The honeybee has been facing a crisis brought on by parasites and pesticides. From 2015 to 2016, 44 percent of the commercial bee population died—a dire statistic considering that more than two-thirds of food crops rely on bees for pollination.

To save the species, Perilla is on the hunt for “the perfect queen.” He’s mating bees from the most robust hives to create a genetic standout that can birth a hive resistant to pests and disease.

But the Honey Bee Initiative is about more than science. Perilla’s students have traveled to the Amazon to teach beekeeping to women entrepreneurs in poor areas. Others studying anthropology, education, public policy, and even art have done projects. This year, engineering students took part in a campus hackathon, building a custom “smart hive” to better monitor the bees.

Another media piece, from Northern Virginia Mag, that explains HBI’s work with Covanta to reestablish meadow space in Fairfax County, VA on the property of a landfill. From the article by Eliza Berkon;

There are 12 colonies of honeybees at the landfill traveling in a 2-mile radius around the Lorton site as they forage, Perilla says. Both Fairfax County and Covanta, the private company that transfers waste into ash at the landfill, are funding the project.

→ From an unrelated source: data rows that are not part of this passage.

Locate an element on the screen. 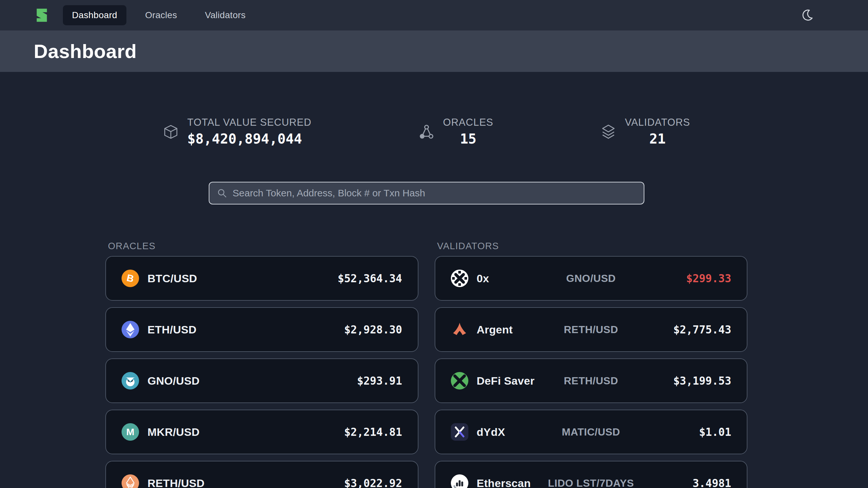 The height and width of the screenshot is (488, 868). nav-items: Dashboard Oracles Validators is located at coordinates (159, 15).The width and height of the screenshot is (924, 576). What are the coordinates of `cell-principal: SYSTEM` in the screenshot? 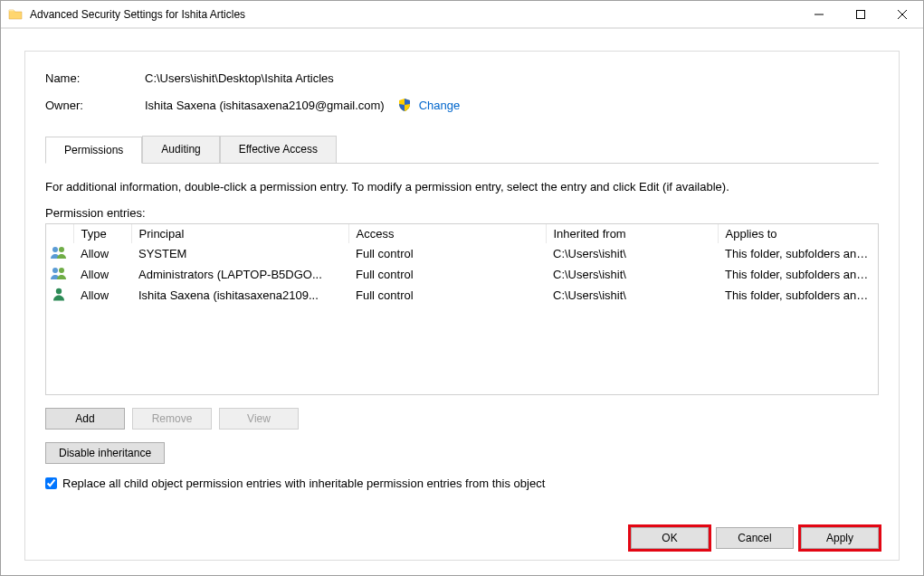 It's located at (240, 253).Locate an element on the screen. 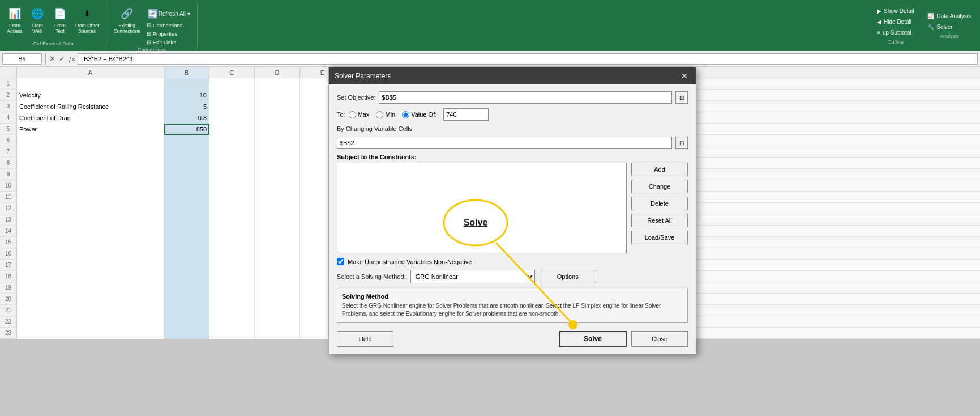 This screenshot has height=416, width=980. formula-input is located at coordinates (528, 59). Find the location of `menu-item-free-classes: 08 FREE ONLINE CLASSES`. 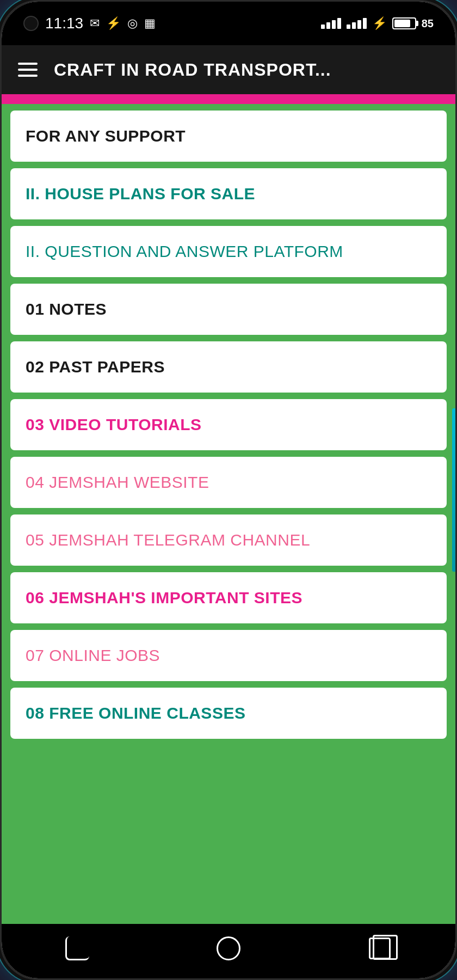

menu-item-free-classes: 08 FREE ONLINE CLASSES is located at coordinates (228, 713). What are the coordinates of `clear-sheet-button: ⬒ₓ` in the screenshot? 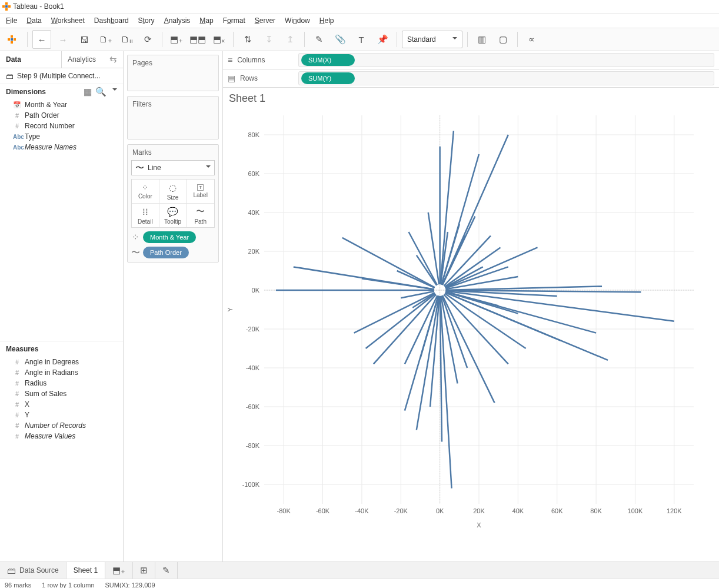 It's located at (219, 39).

“This is the first time we are trying to convert a landfill into a productive ecosystem,” Perilla says. “The hope is to at least double the population, have productive apiaries and have a little more acceptance of the people regarding the perception that they have of a landfill.”

Figuring out America’s Character

As we enter the hot summer months and I push deeper into research around the great American Research University, notions of national systems and character continue to play a role. Much of my work uses Frederick Jackson Turner and his frontier theory — see my recent paper on Universities and entrepreneurial ecosystems here; SSRN version here).

people_plentyOf late, I’ve been reading David Potter’s People of Plenty: Economic Abundance and the American Character. Not sure how I found it, but it affirms my interpretation of Turner, and offers amazing insights into the creation of any ‘national character’ – most often determined by culture according to Potter. (Culture of course is determined by countless things — natural environment, religion, economy, class structure, etc). Potter’s central thesis that it is abundance (an a culture of abundance) that has created the national character of the US.

David Potter’s work has been helpful as I continue to try to better understand the American system of higher education, but as importantly, it makes me wonder about contemporary American Character and what role abundance has played in today’s america — from the presidency to high growth figuring out every conceivable way to deliver me materials/digital goods — think Amazon and Whole Foods.

America is totally befuddling at this time, and appears to be broken into a many pieces of separate reality with snippets of digital content (tweets, videos, jpgs) representing other human beings. I hope by the time I finish Potter my thoughts/interpretations will make more sense.

More to come as this summer of research continues.